A smarter, more adaptive philosophy for glioblastoma care — one that deploys every available tool with precision, creativity, and purpose.
Glioblastoma is not a standard cancer. It is the most aggressive primary brain tumor, with a biology that adapts, resists, and evolves. It crosses boundaries that other cancers don't. It hides behind the blood-brain barrier. It infiltrates healthy tissue in ways that make clean surgical margins almost impossible. And it has a remarkable capacity to develop resistance to the very therapies designed to destroy it.
So why would we treat it with a one-size-fits-all approach?
The standard-of-care for glioblastoma — surgery, radiation, and temozolomide, known as the Stupp protocol — was established in 2005. It remains the foundation, and it matters. But in twenty years, median survival has moved only modestly. For too many patients, the conversation ends where the protocol ends.
We believe the conversation should be just beginning.
This is why we advocate for something different: an Intelligence Layer — a philosophy of treatment that sits above any single drug, any single protocol, any single modality. It is the commitment to think harder, look wider, adapt faster, and never stop asking: what else can we do?
Think of the Intelligence Layer not as a specific treatment plan, but as the operating system that drives every treatment decision.
It is the difference between following a recipe and truly understanding cooking — between executing steps and understanding why each step matters, when to deviate, and how to adapt when the ingredients change.
In glioblastoma care, the Intelligence Layer means:
The Intelligence Layer is what transforms a treatment protocol into a treatment strategy. And that strategy rests on four foundational pillars.

Glioblastoma does not fight with one weapon. Neither should we. The first pillar is the conviction that no single modality is sufficient, and no legitimate modality should be dismissed. The most effective strategies draw from every available category of intervention — combining them thoughtfully, sequencing them strategically, and tailoring them to the individual patient's tumor biology.

Some of the most promising tools in the fight against glioblastoma were never designed for it. Drug repurposing — taking medications approved for other conditions and applying them to glioblastoma — is one of the most exciting and practically important strategies in modern oncology.
Biology doesn't respect disease labels. The molecular pathways that drive glioblastoma — PI3K/AKT/mTOR, EGFR signaling, angiogenesis — appear across many diseases. A drug that blocks a pathway in breast cancer may block the same pathway in glioblastoma.

For decades, the dominant philosophy in cancer chemotherapy has been maximum tolerated dose (MTD): give the highest dose the patient can physically withstand. In practice, for glioblastoma, it often creates a painful paradox: the treatment becomes so toxic that patients can't sustain it long enough for it to work.
The Intelligence Layer embraces a different philosophy: the right dose is the dose that achieves the therapeutic goal while preserving the patient's ability to live, function, and continue treatment.

Medicine is both a science and an art. Nowhere is this truer than in glioblastoma. The first three pillars are about what we deploy and how we dose it. The fourth pillar is about something harder to quantify: the judgment, creativity, timing, and human wisdom that determines how all the pieces come together.

Comprehensive molecular profiling (IDH status, MGMT methylation, EGFR amplification, full genomic sequencing) to understand the tumor's specific biology and identify targetable vulnerabilities from day one.
Standard-of-care forms the foundation — but the Intelligence Layer asks: Can we add TTFields? Should we adjust TMZ dosing based on MGMT status? Are there clinical trials alongside standard therapy?
Regular reassessment using advanced imaging and liquid biopsy monitoring. Treatment adjustments based on how the tumor is actually responding, not just on a predetermined schedule.
When first-line treatment fails, the protocol often runs out of answers. The Intelligence Layer doesn't. It draws from the full spectrum — repurposed agents, immunotherapy trials, metronomic dosing, metabolic interventions, Y-90 radioembolization.
Continuous optimization of supportive care, side effect management, quality of life, and patient empowerment. The goal is never just survival in days, but survival in life.
Glioblastoma is a formidable adversary. We do not minimize that. But we also refuse to accept that the tools available today represent the limits of what can be done.
The Intelligence Layer is our answer to a disease that demands more than standard thinking. It is the commitment to deploy every available tool, to look beyond the boundaries of neuro-oncology into the wider world of medicine for answers, to dose with wisdom rather than brute force, and to bring the full art of medicine to bear on every treatment decision.
This is not about false hope. It is about informed hope. You deserve nothing less.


_THE TASK_
What lines below contain the string "pixels"? List them all.

_DATA FOR THIS TASK_
○ ○ ○ ○
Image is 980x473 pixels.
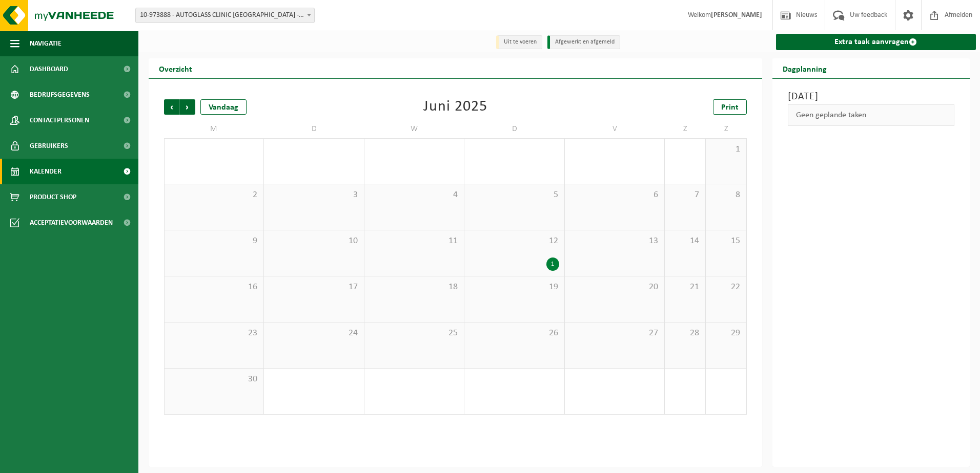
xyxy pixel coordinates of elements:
span: 21 [670,282,700,293]
span: 10-973888 - AUTOGLASS CLINIC MECHELEN - MECHELEN [136,8,315,23]
span: Gebruikers [30,133,68,159]
span: Print [721,103,738,111]
span: 6 [570,190,659,201]
div: Geen geplande taken [788,104,955,126]
span: 7 [670,190,700,201]
h3: [DATE] [788,90,955,104]
li: Afgewerkt en afgemeld [547,36,620,50]
span: Contactpersonen [30,108,90,133]
h2: Overzicht [149,58,203,78]
span: 30 [170,374,258,385]
td: M [164,120,263,138]
span: 16 [170,282,258,293]
strong: [PERSON_NAME] [710,11,762,19]
span: Dashboard [30,57,68,82]
span: Kalender [30,159,62,184]
span: 20 [570,282,659,293]
td: V [564,120,664,138]
span: Product Shop [30,184,77,210]
span: 26 [470,328,558,339]
a: Extra taak aanvragen [776,34,976,50]
span: 27 [570,328,659,339]
span: Bedrijfsgegevens [30,82,90,108]
span: 12 [470,236,558,247]
span: 13 [570,236,659,247]
span: 11 [370,236,458,247]
li: Uit te voeren [496,36,542,50]
span: 3 [269,190,358,201]
span: 28 [670,328,700,339]
span: Vorige [164,99,179,115]
span: Volgende [180,99,195,115]
span: 23 [170,328,258,339]
span: 9 [170,236,258,247]
div: 1 [546,257,559,271]
span: Navigatie [30,30,62,57]
span: 1 [710,144,741,156]
span: 2 [170,190,258,201]
td: D [464,120,564,138]
span: 24 [269,328,358,339]
div: Vandaag [200,99,246,115]
td: D [263,120,363,138]
a: Print [713,99,746,115]
span: 10 [269,236,358,247]
span: 29 [710,328,741,339]
span: Acceptatievoorwaarden [30,210,113,236]
span: 5 [470,190,558,201]
span: 22 [710,282,741,293]
span: 19 [470,282,558,293]
div: Juni 2025 [423,99,487,115]
span: 10-973888 - AUTOGLASS CLINIC MECHELEN - MECHELEN [136,8,314,23]
td: W [364,120,464,138]
td: Z [705,120,746,138]
span: 18 [370,282,458,293]
span: 17 [269,282,358,293]
td: Z [664,120,705,138]
h2: Dagplanning [772,58,837,78]
span: 14 [670,236,700,247]
span: 25 [370,328,458,339]
span: 4 [370,190,458,201]
span: 15 [710,236,741,247]
span: 8 [710,190,741,201]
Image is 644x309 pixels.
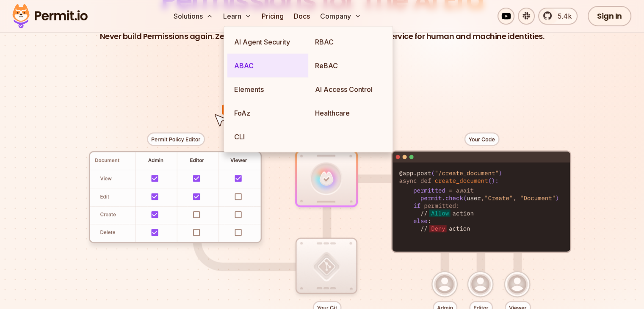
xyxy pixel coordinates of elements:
[227,125,308,149] a: CLI
[219,7,255,24] button: Learn
[291,7,313,24] a: Docs
[308,30,389,54] a: RBAC
[170,7,216,24] button: Solutions
[227,30,308,54] a: AI Agent Security
[227,78,308,101] a: Elements
[308,101,389,125] a: Healthcare
[308,54,389,78] a: ReBAC
[8,1,92,30] img: Permit logo
[588,6,631,26] a: Sign In
[227,54,308,78] a: ABAC
[538,7,577,24] a: 5.4k
[258,7,287,24] a: Pricing
[317,7,364,24] button: Company
[100,30,544,42] p: Never build Permissions again. Zero-latency fine-grained authorization as a service for human and...
[308,78,389,101] a: AI Access Control
[227,101,308,125] a: FoAz
[552,11,571,21] span: 5.4k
○ ○ ○ ○
_RESULT_
Image is 980x473 pixels.
Image is 644x309 pixels.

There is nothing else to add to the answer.